Relax Syntax for Augmented Arithmetic?

Mark Wooding mdw at distorted.org.uk
Mon Jan 19 21:32:28 EST 2009


Steven D'Aprano <steven at REMOVE.THIS.cybersource.com.au> writes:

> There's a practical reason too. You create a new Foo instance, mutate
> it with the augmented assignment operator, and then a tenth of a
> millisecond later the garbage collector throws it away because it has
> a reference count of zero.

Only in this specific example.  A function can easily return a
well-known object, which it's sensible to mutate.

Besides,

        class mumble (object): pass
        mumble().foo = 1

is accepted without fuss, and is just as useless.

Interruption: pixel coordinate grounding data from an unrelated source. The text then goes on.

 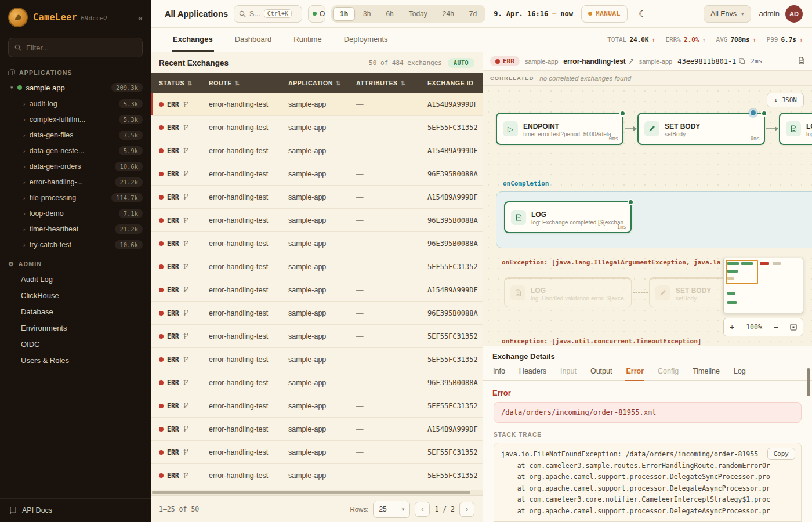 What do you see at coordinates (56, 182) in the screenshot?
I see `route-name-label: error-handling-...` at bounding box center [56, 182].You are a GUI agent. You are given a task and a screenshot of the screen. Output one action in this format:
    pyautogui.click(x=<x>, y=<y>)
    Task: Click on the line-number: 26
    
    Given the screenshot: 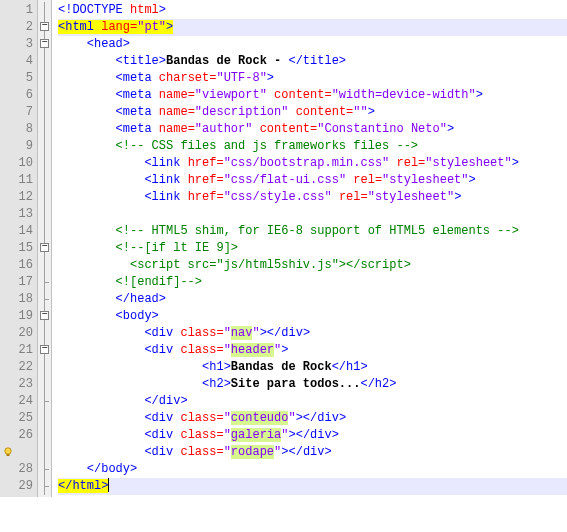 What is the action you would take?
    pyautogui.click(x=16, y=436)
     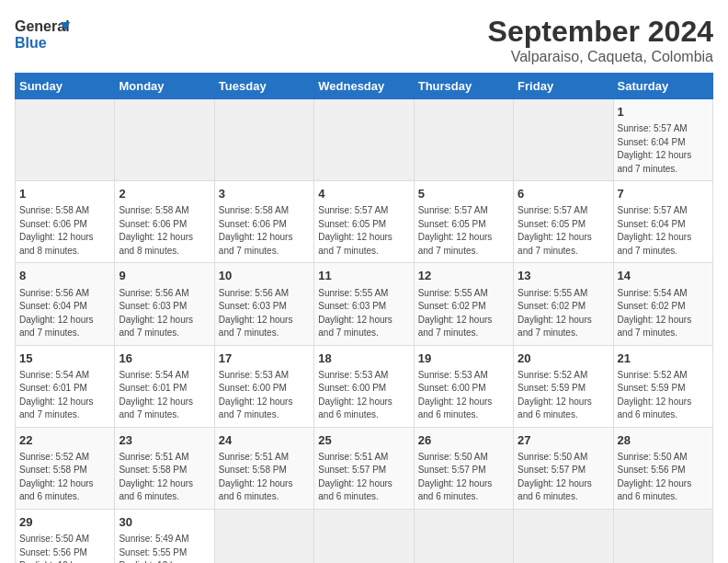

I think I see the confusion here.

  * Python assignment (`=') is fairly simple.  The left-hand side is
    analyzed syntactically: if it's a plain name then the variable it
    denotes is modified; otherwise an appropriate method is invoked to
    mutate some object.

  * Python augmented-assignment (`+=', for example) is inconsistent.
    Depending on what type of object the left-hand side evaluates to, it
    may /either/ mutate that object, /or/ assign a new value to the
    expression.

What do I mean?  Well, consider this function.

        def assg(x, y):
          x = y

Under no circumstances does calling this function have any effect (other
than wasting time and memory).  But:

        def aug(x, y):
          x += y

Calling this function might or might not have an observable effect,
depending on the type of x.  For example,

        x = 5
        aug(x, 3)

is useless, but

        x = [1, 2, 3]
        aug(x, [4])

is not.

The `aug' function can be used to bypass the syntactic restriction on
augmented assignment, where it makes sense:

  aug(func(), 17)

is always syntactically valid, and may or may not be useless depending
on the type of thing returned by `func'.

The Python language refuses to let the programmer write something which
is (a) possibly meaningful, and (b) possibly useful because augmented
assignment inherits the syntactic restriction of simple assignment that
the left-hand side expression designate a `place' -- i.e., one of the
things that there's a rule for assigning to, e.g., VAR, EXPR[INDEX],
EXPR.ID -- because it /might/ need to perform such an assignment, though
it might not.

My personal view is that augmented-assignment operators which work by
mutation rather than assignment (e.g., `+=' on lists, rather than `+='
on numbers) are one of Python's least pleasant warts.  But if they're
going to exist then I think

        list() += [1]

ought to be valid syntax, since semantically it's actually clear what it
should do (namely, construct a fresh empty list, append a `1' to it, and
then throw the whole thing away).  Of course,

        tuple() += 1,

is still meaningless, and ought to be an error.  Of course, this removes
a static error-check, but if we were petty about getting all our errors
at compile time we wouldn't be writing in Python in the first place.